One of the partners behind New Jersey’s Atlantic Shores Offshore Wind has bailed out of the long-running project, taking a billion-dollar impairment in the process.
Shell announced the news Jan. 30 with its fourth-quarter 2024 earnings results.
The offshore wind project was not specifically mentioned in material prepared for investors, or in prepared remarks by the CEO and CFO. Instead, the company referred to the $996 million in impairment charges “mainly relating to renewable generation assets in North America.”
Similarly, in its first-quarter 2024 reporting, Shell offered few details about its divestment from SouthCoast Wind, off the Massachusetts coast.
Shell New Energies US had partnered with Ocean Winds North America on SouthCoast and with EDF-RE Offshore Development on Atlantic Shores. Ocean Winds has continued with SouthCoast since Shell’s departure.
In a Jan. 30 statement, Atlantic Shores said it too will continue working to deliver the project.
“Business plans, projects, portfolio projections and scopes evolve over time — and as expected for large, capital-intensive infrastructure projects like ours, our shareholders have always prepared long-term strategies that contemplate multiple scenarios that enable Atlantic Shores to reach its full potential,” the company said.
Both projects have secured their key federal permits, which will provide at least short-term protection from the Trump administration’s attempts to halt offshore wind development in U.S. waters, which include a freeze on leasing. (See Critics Slam Trump’s Freeze on New OSW Leases.)
But under Trump’s Day 1 executive order, Atlantic Shores and SouthCoast are subject to a review that could result in their leases being amended or terminated.
Furthermore, Atlantic Shores and SouthCoast both have critical gaps in their balance sheets.
Atlantic Shores won a 1,510-MW contract from New Jersey in June 2021. But in July 2024, it submitted a bid in New Jersey’s fourth solicitation for two projects — one new, but one a rebid of the original project, presumably with higher costs attached. (See 3 OSW Proposals Submitted to NJ.)
New Jersey still has not finalized contracts from that solicitation.
Massachusetts and Rhode Island selected SouthCoast in early September in a three-state solicitation but have not been able to complete negotiations on power purchase agreements. They are now targeting a March 31 execution date — a full year after developers submitted bids.

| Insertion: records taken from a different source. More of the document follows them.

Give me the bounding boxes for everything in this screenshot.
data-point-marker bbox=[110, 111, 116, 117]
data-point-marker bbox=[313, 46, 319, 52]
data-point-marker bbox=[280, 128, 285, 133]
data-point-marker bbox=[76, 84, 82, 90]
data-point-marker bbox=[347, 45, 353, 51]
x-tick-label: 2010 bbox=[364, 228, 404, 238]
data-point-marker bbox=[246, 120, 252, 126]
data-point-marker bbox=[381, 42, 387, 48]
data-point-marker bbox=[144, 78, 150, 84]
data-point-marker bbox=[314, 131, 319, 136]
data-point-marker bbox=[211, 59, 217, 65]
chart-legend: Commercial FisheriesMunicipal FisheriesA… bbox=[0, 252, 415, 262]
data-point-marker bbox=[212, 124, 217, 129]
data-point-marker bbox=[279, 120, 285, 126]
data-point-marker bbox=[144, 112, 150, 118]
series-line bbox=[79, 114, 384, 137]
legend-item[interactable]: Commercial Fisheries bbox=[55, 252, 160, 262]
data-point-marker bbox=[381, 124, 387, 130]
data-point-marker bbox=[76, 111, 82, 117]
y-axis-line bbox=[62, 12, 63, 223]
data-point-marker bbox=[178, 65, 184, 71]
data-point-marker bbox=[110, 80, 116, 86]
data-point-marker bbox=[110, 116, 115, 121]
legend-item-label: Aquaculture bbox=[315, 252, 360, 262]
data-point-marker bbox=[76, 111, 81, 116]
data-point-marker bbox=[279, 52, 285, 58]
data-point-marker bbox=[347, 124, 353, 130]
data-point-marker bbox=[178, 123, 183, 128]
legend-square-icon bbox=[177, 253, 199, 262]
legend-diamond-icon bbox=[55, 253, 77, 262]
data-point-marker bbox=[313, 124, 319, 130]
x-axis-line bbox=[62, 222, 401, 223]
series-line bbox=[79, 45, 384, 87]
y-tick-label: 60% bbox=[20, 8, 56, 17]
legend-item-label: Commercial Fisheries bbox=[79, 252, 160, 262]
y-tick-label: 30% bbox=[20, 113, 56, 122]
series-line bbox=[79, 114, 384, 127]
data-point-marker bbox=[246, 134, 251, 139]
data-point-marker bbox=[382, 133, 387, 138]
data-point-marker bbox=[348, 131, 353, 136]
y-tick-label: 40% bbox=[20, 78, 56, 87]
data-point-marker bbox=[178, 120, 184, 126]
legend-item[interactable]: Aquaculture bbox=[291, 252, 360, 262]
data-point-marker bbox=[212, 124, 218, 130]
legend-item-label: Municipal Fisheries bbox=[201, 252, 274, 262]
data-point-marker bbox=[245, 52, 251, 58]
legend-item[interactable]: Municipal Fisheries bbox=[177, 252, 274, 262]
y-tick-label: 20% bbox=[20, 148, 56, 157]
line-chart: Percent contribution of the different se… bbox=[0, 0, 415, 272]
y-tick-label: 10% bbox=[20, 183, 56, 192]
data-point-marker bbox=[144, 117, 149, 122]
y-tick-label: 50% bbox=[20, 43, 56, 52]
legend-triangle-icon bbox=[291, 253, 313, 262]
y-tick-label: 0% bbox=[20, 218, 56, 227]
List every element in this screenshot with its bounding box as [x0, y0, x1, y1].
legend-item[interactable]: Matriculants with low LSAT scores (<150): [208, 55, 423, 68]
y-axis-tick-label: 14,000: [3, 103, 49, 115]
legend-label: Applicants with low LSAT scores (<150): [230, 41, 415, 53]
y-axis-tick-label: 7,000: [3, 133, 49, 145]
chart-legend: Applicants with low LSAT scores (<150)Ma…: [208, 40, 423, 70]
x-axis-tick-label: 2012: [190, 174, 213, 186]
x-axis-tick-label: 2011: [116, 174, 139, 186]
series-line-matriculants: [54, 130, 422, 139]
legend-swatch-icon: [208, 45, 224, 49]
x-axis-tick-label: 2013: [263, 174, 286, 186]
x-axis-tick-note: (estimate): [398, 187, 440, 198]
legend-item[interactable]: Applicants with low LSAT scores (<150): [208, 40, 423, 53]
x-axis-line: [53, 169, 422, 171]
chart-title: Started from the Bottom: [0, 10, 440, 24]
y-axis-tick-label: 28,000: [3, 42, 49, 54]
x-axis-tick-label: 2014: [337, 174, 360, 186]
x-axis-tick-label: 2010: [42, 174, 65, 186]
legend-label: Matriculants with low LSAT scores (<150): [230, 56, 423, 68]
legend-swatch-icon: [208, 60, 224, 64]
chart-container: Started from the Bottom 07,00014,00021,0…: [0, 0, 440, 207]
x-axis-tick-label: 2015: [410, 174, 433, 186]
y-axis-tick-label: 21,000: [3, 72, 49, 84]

New Jersey has some of the largest offshore wind goals in the U.S., and its shore region has been the scene of some of the loudest opposition to development of offshore wind farms. Opponents cheered in late 2023 as Ørsted abruptly canceled the Ocean Wind 1 and 2 projects it had contracted with the state. (See Ørsted Cancels Ocean Wind, Suspends Skipjack.)
And opponents cheered again as word spread of Shell’s pullout.
“Another major blow to the offshore wind scam! Shell is pulling out of the Atlantic Shores project, writing off nearly $1 billion as the industry collapses under its own weight,” U.S. Rep. Jeff Van Drew (R), who represents much of the shore region, posted Jan. 30 on X.